By The Wall Street Journal
The company that owns Philadelphia's daily newspapers plans to ask its lenders to wipe out about $300 million in debt in exchange for about $90 million in cash, real estate and bankruptcy costs, according to people familiar with the matter, likely sparking a battle for control of two of the country's largest papers.
The proposal, expected to be filed in a bankruptcy court as early as the coming week, sets up a clash between the lenders and the papers' chief executive officer, Brian Tierney, a Philadelphia advertising and public-relations executive who won a 2006 auction of his hometown dailies, the Philadelphia Inquirer and the Philadelphia Daily News. The operating arm of the papers' parent company has been under bankruptcy protection since February.
In bankruptcy court, lenders often agree to forgive some of what they are owed in return for ownership stakes that push aside existing shareholders. Instead, the proposal offers creditors about $35 million in cash, ownership of the papers' headquarters and related real estate valued at about $30 million, and little to no equity in the new company, according to the people familiar with the matter. The company would be left with almost no debt.
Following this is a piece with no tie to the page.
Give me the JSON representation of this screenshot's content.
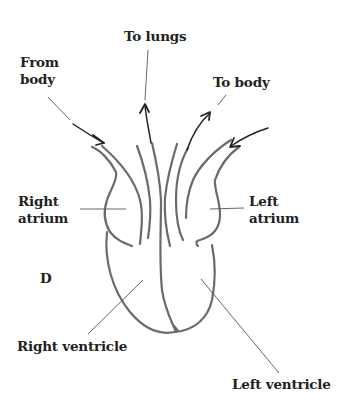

The company's proposal also includes a plan to absorb about $25 million in costs related to exiting bankruptcy, including repaying a bankruptcy loan and paying professional fees.
The papers' lenders include CIT Group Inc., distressed-debt specialist Angelo, Gordon & Co. and Citizens Bank, a unit of Royal Bank of Scotland Group.
Some creditors also say they doubt the value the company places on its real estate, and say it's unclear they would be given ownership of the real estate outright.
Philadelphia is shaping up as a test case for how newspaper businesses will be reconfigured, as many corporate-debt defaults hit the struggling industry. The Philadelphia papers are among at least five significant newspaper bankruptcy-protection filings since December, as deep declines in print advertising have left the papers unable to repay their loans.
Two newspaper publishers, Journal Register Co. and the Star Tribune in Minneapolis, are emerging from bankruptcy protection owned by creditors and with a reduced level of debt. Mr. Tierney is agitating against this emerging blueprint, which he says leaves newspapers with too much debt and tees them up for rebound failures.